The Insider's Guide to Planning an Amalfi Coast Yacht Charter

The Insider's Guide to Planning an Amalfi Coast Yacht Charter

Every year I go through the same conversation with new clients planning their first trip to the Amalfi Coast. They've picked their dates, they've got a rough idea of a boat, and they hand me a wish list that includes Capri, Positano, Amalfi, Ravello and Nerano, all in five days. On paper it looks fine. On the water it rarely works the way people expect, and that gap between the map and the actual experience is really what this piece is about.

Choose the right starting point

Naples, Salerno, Sorrento, Castellammare di Stabia, even Capri itself: none of these are interchangeable as a departure port, even though they all sit within sight of each other on a map. Naples gives easy international flight connections but adds a longer first transit. Salerno puts you closer to the coast itself and works well if Amalfi and Ravello are the priority. Sorrento sits almost in the middle of everything, which sounds convenient until you realise its marina fills up fast in July and August. The starting point shapes the whole week, not just day one, so it's worth deciding before the yacht, not after.

Don't try to see everything in one day

Capri, Positano, Amalfi, Ravello and Nerano look close together, and they are, in nautical miles. That's exactly the trap. A charter that tries to tick off all five in quick succession usually ends up rushing through each one, which defeats the point of being on a yacht in the first place. The guests who come back year after year tend to build in fewer stops and more time at each: a long lunch on the water off Nerano, an afternoon swim at Li Galli, an evening at anchor watching Positano light up rather than a hurried walk through it at midday. Amalfi rewards a slower pace far more than most Mediterranean destinations.

Build the itinerary around the sea, not the road map

It's tempting to plan an Amalfi charter the way you'd plan a road trip, town to town along the coast. The better approach starts from the water itself. While many visitors experience the coast from crowded roads and packed ferry ports, private yacht charter along the Amalfi Coast opens up a completely different version of the same stretch of coastline, one with quiet anchorages, direct access to restaurants that have no road at all, and the freedom to change plans based on weather or mood rather than a fixed schedule. Ischia and Procida make natural extensions for guests with a bit more time, and neither gets anywhere near the crowds that Capri and Positano see in high season.

Match the yacht to the experience

Two yachts of similar size and price can deliver very different weeks. A motor yacht covers ground faster and gives more flexibility if the plan includes Sicily or a longer run down the coast. A catamaran sits lower in the water, launches tenders and toys more easily, and suits guests who want to be in and out of the sea constantly rather than covering distance. Larger yachts bring more crew, more privacy and more onboard amenity, which matters for multi-generational groups or anyone celebrating something specific. None of this is better or worse, it's about which one matches how the group actually wants to spend the week, and that's a conversation worth having before browsing yacht listings, not after falling for a photo.

Travel just outside peak season

July and August get the most attention, understandably, but May, June, September and early October are when a lot of experienced charter guests actually choose to go. The coast is quieter, the water is still warm, restaurants that are fully booked in August have tables again, and yachts that are hard to secure at short notice in summer have far more availability. It's a detail that rarely makes it into general guides to the destination, but it changes the whole feel of the trip.

Work with someone who knows the yachts and crews

I attend several of the Mediterranean's leading boat shows every year specifically to walk the yachts myself and meet the crews before recommending anything to a client. It's the only way to know, beyond the brochure, whether a boat's layout actually suits families with young children, whether a crew has real experience running charters in this part of Italy rather than somewhere else entirely, and which owners keep their yachts genuinely well maintained versus just well photographed. Two boats can look identical online and be completely different once you're on board for a week. That gap is exactly what a broker who does the legwork in person is there to close.

Getting the planning right

The Amalfi Coast can look deceptively simple on a map: a short stretch of coastline, a handful of famous names, a few days to see them. In practice, getting it right depends on decisions most guests don't think about until they're already there. Where to start. How much to leave out. Which yacht actually fits the group. When to go. For travellers considering a yacht charter along this coast, working through those choices with someone who inspects the yachts and knows the crews first-hand tends to make the difference between a good week and a genuinely memorable one.

Giulia Di Leo is the CEO of Your Boat Holiday, a Mediterranean and Caribbean yacht charter broker and MYBA member.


What you have to do: Return each line of the records below that contains the word "category".

Stored items:
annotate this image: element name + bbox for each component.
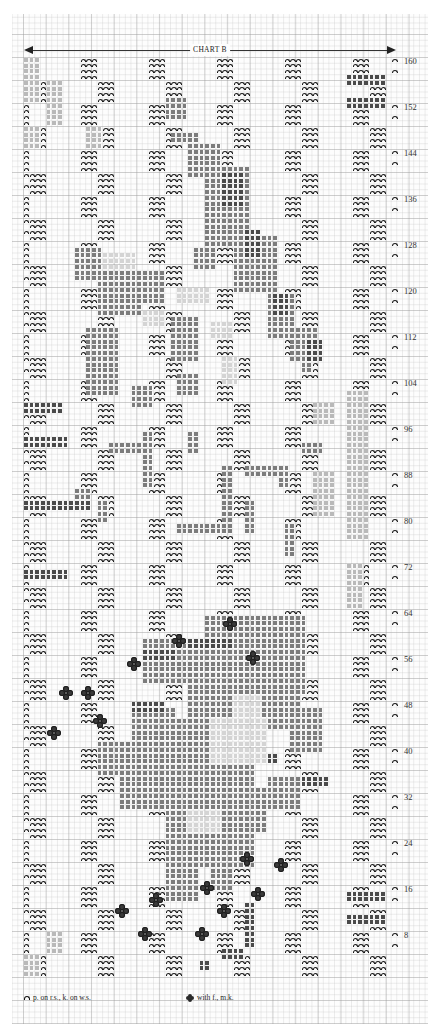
purl-stitch-icon: [23, 471, 29, 477]
purl-stitch-icon: [176, 126, 182, 132]
color-stitch-square: [227, 483, 233, 489]
purl-stitch-icon: [363, 753, 369, 759]
color-stitch-square: [301, 615, 307, 621]
purl-stitch-icon: [244, 557, 250, 563]
purl-stitch-icon: [91, 672, 97, 678]
purl-stitch-icon: [108, 460, 114, 466]
purl-stitch-icon: [295, 885, 301, 891]
purl-stitch-icon: [244, 310, 250, 316]
purl-stitch-icon: [108, 322, 114, 328]
purl-stitch-icon: [176, 925, 182, 931]
color-stitch-square: [57, 92, 63, 98]
purl-stitch-icon: [108, 540, 114, 546]
color-stitch-square: [57, 948, 63, 954]
purl-stitch-icon: [380, 828, 386, 834]
purl-stitch-icon: [312, 316, 318, 322]
purl-stitch-icon: [391, 149, 397, 155]
purl-stitch-icon: [159, 379, 165, 385]
purl-stitch-icon: [108, 603, 114, 609]
purl-stitch-icon: [108, 695, 114, 701]
purl-stitch-icon: [91, 431, 97, 437]
purl-stitch-icon: [227, 937, 233, 943]
purl-stitch-icon: [380, 126, 386, 132]
purl-stitch-icon: [391, 517, 397, 523]
purl-stitch-icon: [380, 782, 386, 788]
color-stitch-square: [329, 506, 335, 512]
color-stitch-square: [244, 212, 250, 218]
purl-stitch-icon: [108, 868, 114, 874]
purl-stitch-icon: [40, 368, 46, 374]
color-stitch-square: [57, 115, 63, 121]
purl-stitch-icon: [363, 793, 369, 799]
purl-stitch-icon: [295, 943, 301, 949]
bobble-icon: [246, 651, 260, 665]
color-stitch-square: [114, 327, 120, 333]
color-stitch-square: [357, 592, 363, 598]
purl-stitch-icon: [295, 287, 301, 293]
purl-stitch-icon: [108, 506, 114, 512]
purl-stitch-icon: [227, 299, 233, 305]
purl-stitch-icon: [380, 132, 386, 138]
purl-stitch-icon: [391, 839, 397, 845]
purl-stitch-icon: [363, 253, 369, 259]
purl-stitch-icon: [244, 362, 250, 368]
color-stitch-square: [97, 247, 103, 253]
purl-stitch-icon: [363, 299, 369, 305]
purl-stitch-icon: [312, 649, 318, 655]
purl-stitch-icon: [91, 477, 97, 483]
purl-stitch-icon: [23, 799, 29, 805]
purl-stitch-icon: [380, 644, 386, 650]
purl-stitch-icon: [23, 207, 29, 213]
purl-stitch-icon: [176, 920, 182, 926]
color-stitch-square: [227, 488, 233, 494]
purl-stitch-icon: [380, 592, 386, 598]
purl-stitch-icon: [40, 276, 46, 282]
row-number-label: 120: [404, 286, 417, 296]
purl-stitch-icon: [380, 879, 386, 885]
purl-stitch-icon: [40, 143, 46, 149]
color-stitch-square: [284, 465, 290, 471]
purl-stitch-icon: [159, 396, 165, 402]
row-number-label: 64: [404, 608, 413, 618]
purl-stitch-icon: [23, 839, 29, 845]
purl-stitch-icon: [312, 828, 318, 834]
purl-stitch-icon: [159, 580, 165, 586]
purl-stitch-icon: [23, 155, 29, 161]
color-stitch-square: [312, 327, 318, 333]
purl-stitch-icon: [108, 143, 114, 149]
purl-stitch-icon: [312, 586, 318, 592]
purl-stitch-icon: [159, 563, 165, 569]
purl-stitch-icon: [176, 218, 182, 224]
purl-stitch-icon: [227, 161, 233, 167]
color-stitch-square: [250, 931, 256, 937]
purl-stitch-icon: [108, 730, 114, 736]
purl-stitch-icon: [40, 546, 46, 552]
purl-stitch-icon: [363, 385, 369, 391]
purl-stitch-icon: [363, 339, 369, 345]
purl-stitch-icon: [23, 851, 29, 857]
purl-stitch-icon: [312, 92, 318, 98]
color-stitch-square: [380, 74, 386, 80]
purl-stitch-icon: [23, 713, 29, 719]
purl-stitch-icon: [40, 460, 46, 466]
purl-stitch-icon: [312, 281, 318, 287]
purl-stitch-icon: [159, 517, 165, 523]
purl-stitch-icon: [108, 126, 114, 132]
purl-stitch-icon: [312, 373, 318, 379]
purl-stitch-icon: [40, 644, 46, 650]
color-stitch-square: [329, 419, 335, 425]
purl-stitch-icon: [159, 621, 165, 627]
color-stitch-square: [227, 477, 233, 483]
purl-stitch-icon: [363, 563, 369, 569]
purl-stitch-icon: [380, 966, 386, 972]
purl-stitch-icon: [23, 345, 29, 351]
purl-stitch-icon: [391, 943, 397, 949]
purl-stitch-icon: [40, 822, 46, 828]
row-number-label: 8: [404, 930, 408, 940]
purl-stitch-icon: [23, 149, 29, 155]
purl-stitch-icon: [363, 759, 369, 765]
purl-stitch-icon: [23, 488, 29, 494]
purl-stitch-icon: [40, 322, 46, 328]
purl-stitch-icon: [295, 759, 301, 765]
purl-stitch-icon: [108, 465, 114, 471]
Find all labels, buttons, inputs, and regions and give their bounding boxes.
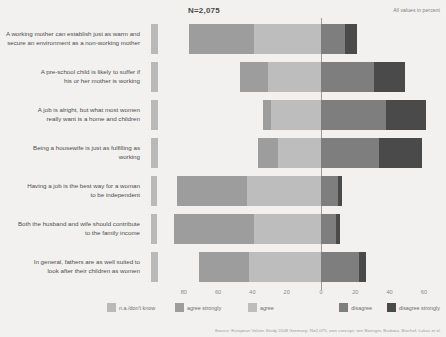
bar-stack	[0, 138, 446, 168]
bar-stack	[0, 176, 446, 206]
bar-segment-disagree-strongly	[374, 62, 405, 92]
bar-segment-disagree	[321, 100, 386, 130]
plot-area: A working mother can establish just as w…	[0, 18, 446, 290]
bar-segment-agree-strongly	[240, 62, 267, 92]
legend-swatch	[175, 303, 184, 312]
axis-tick-label: 80	[181, 289, 187, 295]
axis-tick-label: 40	[249, 289, 255, 295]
chart-container: N=2,075 All values in percent A working …	[0, 0, 446, 337]
bar-segment-agree	[247, 176, 321, 206]
unit-note-label: All values in percent	[393, 7, 440, 13]
bar-stack	[0, 214, 446, 244]
legend-swatch	[248, 303, 257, 312]
chart-row: In general, fathers are as well suited t…	[0, 252, 446, 282]
bar-segment-agree-strongly	[263, 100, 272, 130]
bar-segment-disagree	[321, 176, 338, 206]
legend-label: disagree strongly	[399, 305, 440, 311]
chart-row: A working mother can establish just as w…	[0, 24, 446, 54]
axis-tick-label: 20	[352, 289, 358, 295]
chart-row: A job is alright, but what most womenrea…	[0, 100, 446, 130]
axis-tick-label: 60	[215, 289, 221, 295]
legend-label: n.a./don't know	[119, 305, 155, 311]
bar-segment-agree-strongly	[177, 176, 247, 206]
legend-swatch	[107, 303, 116, 312]
bar-segment-agree	[254, 214, 321, 244]
bar-segment-disagree	[321, 24, 345, 54]
legend-item: disagree	[339, 303, 372, 312]
legend-label: agree strongly	[187, 305, 221, 311]
bar-segment-disagree-strongly	[338, 176, 341, 206]
bar-segment-agree	[254, 24, 321, 54]
bar-segment-agree	[268, 62, 321, 92]
bar-segment-agree-strongly	[199, 252, 249, 282]
chart-row: Having a job is the best way for a woman…	[0, 176, 446, 206]
bar-segment-disagree	[321, 252, 359, 282]
bar-stack	[0, 252, 446, 282]
bar-segment-disagree	[321, 138, 379, 168]
bar-segment-disagree	[321, 62, 374, 92]
x-axis: 806040200204060	[0, 289, 446, 301]
bar-stack	[0, 100, 446, 130]
chart-row: Both the husband and wife should contrib…	[0, 214, 446, 244]
chart-row: A pre-school child is likely to suffer i…	[0, 62, 446, 92]
chart-row: Being a housewife is just as fulfilling …	[0, 138, 446, 168]
axis-tick-label: 20	[284, 289, 290, 295]
bar-segment-agree-strongly	[174, 214, 255, 244]
legend-label: agree	[260, 305, 274, 311]
legend-item: agree	[248, 303, 274, 312]
legend-swatch	[339, 303, 348, 312]
source-note: Source: European Values Study 2008 Germa…	[0, 328, 441, 333]
chart-legend: n.a./don't knowagree stronglyagreedisagr…	[0, 303, 446, 317]
bar-segment-disagree-strongly	[336, 214, 339, 244]
bar-stack	[0, 24, 446, 54]
legend-item: n.a./don't know	[107, 303, 155, 312]
bar-segment-disagree-strongly	[379, 138, 422, 168]
axis-tick-label: 0	[319, 289, 322, 295]
sample-size-label: N=2,075	[188, 6, 220, 15]
bar-stack	[0, 62, 446, 92]
legend-label: disagree	[351, 305, 372, 311]
bar-segment-agree	[278, 138, 321, 168]
bar-segment-disagree	[321, 214, 336, 244]
bar-segment-agree	[249, 252, 321, 282]
bar-segment-disagree-strongly	[386, 100, 425, 130]
legend-item: disagree strongly	[387, 303, 440, 312]
legend-item: agree strongly	[175, 303, 221, 312]
bar-segment-agree-strongly	[189, 24, 254, 54]
bar-segment-disagree-strongly	[345, 24, 357, 54]
bar-segment-disagree-strongly	[359, 252, 366, 282]
bar-segment-agree	[271, 100, 321, 130]
axis-tick-label: 40	[386, 289, 392, 295]
axis-tick-label: 60	[421, 289, 427, 295]
bar-segment-agree-strongly	[258, 138, 279, 168]
legend-swatch	[387, 303, 396, 312]
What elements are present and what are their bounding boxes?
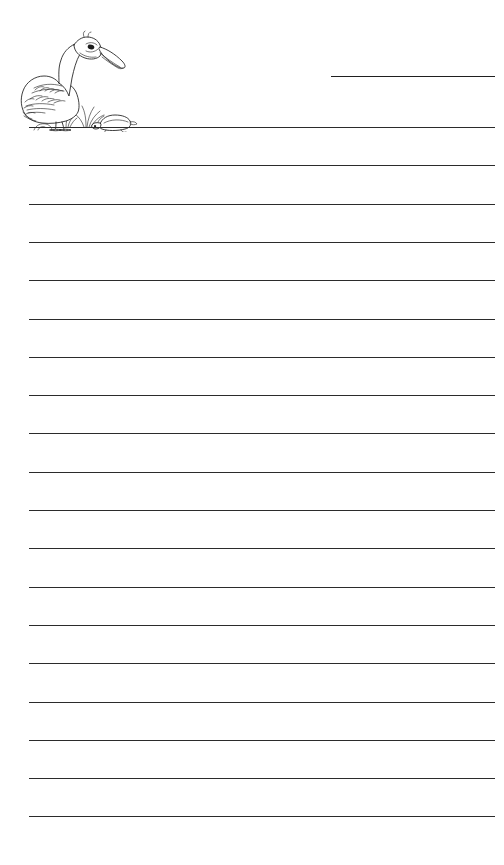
grass-tuft-small-icon: [66, 115, 77, 127]
writing-line-16[interactable]: [29, 702, 495, 703]
writing-line-11[interactable]: [29, 510, 495, 511]
wing-feather-detail-icon: [23, 84, 65, 121]
writing-line-17[interactable]: [29, 740, 495, 741]
stationery-page: [0, 0, 504, 865]
writing-line-7[interactable]: [29, 357, 495, 358]
writing-line-2[interactable]: [29, 165, 495, 166]
pelican-on-shore-illustration: [12, 26, 142, 132]
writing-line-3[interactable]: [29, 204, 495, 205]
grass-tuft-icon: [75, 106, 107, 127]
writing-line-4[interactable]: [29, 242, 495, 243]
writing-line-19[interactable]: [29, 816, 495, 817]
writing-line-14[interactable]: [29, 625, 495, 626]
writing-line-10[interactable]: [29, 472, 495, 473]
turtle-icon: [92, 115, 137, 132]
writing-line-9[interactable]: [29, 433, 495, 434]
writing-line-8[interactable]: [29, 395, 495, 396]
writing-line-12[interactable]: [29, 548, 495, 549]
writing-line-5[interactable]: [29, 280, 495, 281]
writing-line-15[interactable]: [29, 663, 495, 664]
title-write-line[interactable]: [331, 76, 495, 77]
writing-line-1[interactable]: [29, 127, 495, 128]
pelican-body-icon: [21, 31, 125, 123]
writing-line-13[interactable]: [29, 587, 495, 588]
writing-line-18[interactable]: [29, 778, 495, 779]
writing-line-6[interactable]: [29, 319, 495, 320]
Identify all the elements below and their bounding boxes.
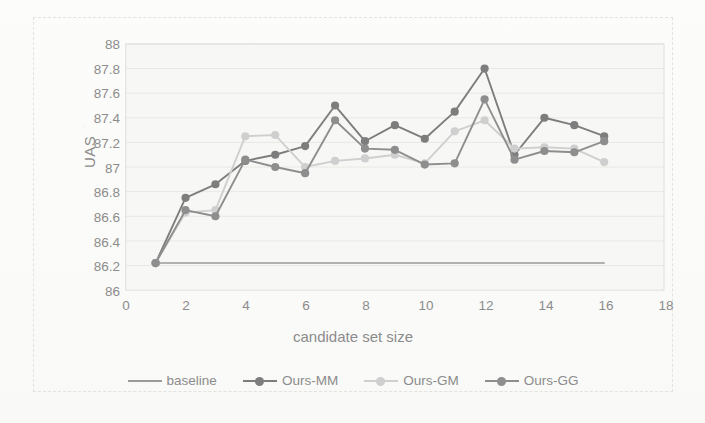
legend-swatch-icon [364, 375, 398, 387]
chart-legend: baselineOurs-MMOurs-GMOurs-GG [34, 373, 672, 388]
legend-item-baseline[interactable]: baseline [128, 373, 217, 388]
legend-item-ours-gm[interactable]: Ours-GM [364, 373, 459, 388]
legend-label: Ours-GM [403, 373, 459, 388]
legend-label: Ours-MM [282, 373, 338, 388]
legend-item-ours-mm[interactable]: Ours-MM [243, 373, 338, 388]
legend-swatch-icon [485, 375, 519, 387]
legend-swatch-icon [128, 375, 162, 387]
legend-label: Ours-GG [524, 373, 579, 388]
chart-frame: UAS 8686.286.486.686.88787.287.487.687.8… [33, 17, 673, 392]
legend-swatch-icon [243, 375, 277, 387]
x-axis-title: candidate set size [34, 328, 672, 345]
legend-item-ours-gg[interactable]: Ours-GG [485, 373, 579, 388]
legend-label: baseline [167, 373, 217, 388]
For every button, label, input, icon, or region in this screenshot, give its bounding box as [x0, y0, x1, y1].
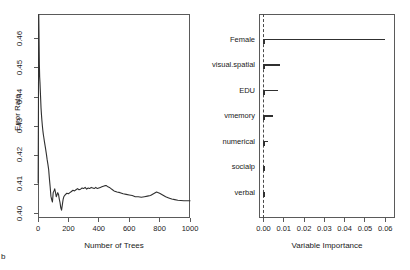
- x-tick-label: 0.06: [373, 224, 397, 233]
- x-tick-mark: [385, 218, 386, 222]
- error-rate-x-axis-title: Number of Trees: [38, 241, 190, 250]
- importance-bar-cap: [263, 115, 265, 120]
- x-tick-mark: [324, 218, 325, 222]
- importance-category-label: numerical: [199, 137, 255, 146]
- x-tick-label: 200: [54, 224, 82, 233]
- y-tick-mark: [34, 67, 38, 68]
- x-tick-label: 600: [115, 224, 143, 233]
- error-rate-plot-panel: 0.400.410.420.430.440.450.46 02004006008…: [0, 0, 205, 270]
- y-tick-mark: [34, 97, 38, 98]
- y-tick-label: 0.41: [15, 169, 24, 199]
- importance-bar-cap: [263, 141, 265, 146]
- importance-bar-cap: [263, 64, 265, 69]
- importance-bar: [263, 64, 280, 66]
- importance-bar: [263, 39, 385, 41]
- importance-category-label: visual.spatial: [199, 60, 255, 69]
- importance-category-label: vmemory: [199, 111, 255, 120]
- importance-bar-cap: [263, 166, 265, 171]
- y-tick-mark: [34, 184, 38, 185]
- variable-importance-x-axis-title: Variable Importance: [259, 241, 395, 250]
- variable-importance-plot-frame: [259, 14, 395, 218]
- x-tick-mark: [190, 218, 191, 222]
- x-tick-label: 0: [24, 224, 52, 233]
- x-tick-mark: [68, 218, 69, 222]
- x-tick-label: 800: [146, 224, 174, 233]
- y-tick-label: 0.46: [15, 23, 24, 53]
- importance-bar: [263, 90, 278, 92]
- importance-category-label: EDU: [199, 86, 255, 95]
- y-tick-label: 0.40: [15, 198, 24, 228]
- x-tick-mark: [38, 218, 39, 222]
- x-tick-mark: [98, 218, 99, 222]
- variable-importance-panel: Femalevisual.spatialEDUvmemorynumericals…: [205, 0, 410, 270]
- x-tick-label: 400: [85, 224, 113, 233]
- error-rate-y-axis-title: Error Rate: [13, 83, 22, 143]
- x-tick-mark: [364, 218, 365, 222]
- importance-bar-cap: [263, 39, 265, 44]
- x-tick-mark: [304, 218, 305, 222]
- y-tick-label: 0.42: [15, 140, 24, 170]
- y-tick-mark: [34, 155, 38, 156]
- importance-bar-cap: [263, 192, 265, 197]
- importance-category-label: Female: [199, 35, 255, 44]
- y-tick-label: 0.45: [15, 52, 24, 82]
- y-tick-mark: [34, 38, 38, 39]
- importance-category-label: socialp: [199, 162, 255, 171]
- x-tick-mark: [283, 218, 284, 222]
- x-tick-mark: [263, 218, 264, 222]
- oob-error-curve: [38, 14, 190, 218]
- x-tick-label: 1000: [176, 224, 204, 233]
- y-tick-mark: [34, 126, 38, 127]
- x-tick-mark: [344, 218, 345, 222]
- x-tick-mark: [129, 218, 130, 222]
- importance-category-label: verbal: [199, 188, 255, 197]
- panel-letter-label: b: [1, 252, 5, 261]
- x-tick-mark: [159, 218, 160, 222]
- importance-bar-cap: [263, 90, 265, 95]
- y-tick-mark: [34, 213, 38, 214]
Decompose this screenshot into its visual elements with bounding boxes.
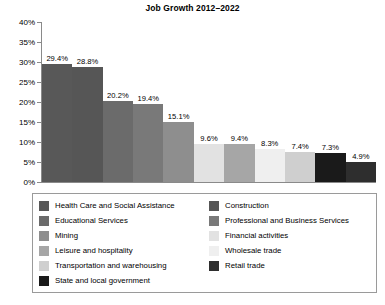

Task response:
- importance-category-label: numerical: [199, 137, 255, 146]
- importance-category-label: visual.spatial: [199, 60, 255, 69]
- importance-category-label: vmemory: [199, 111, 255, 120]
- importance-category-label: EDU: [199, 86, 255, 95]
- importance-category-label: Female: [199, 35, 255, 44]
- importance-category-label: socialp: [199, 162, 255, 171]
- importance-category-label: verbal: [199, 188, 255, 197]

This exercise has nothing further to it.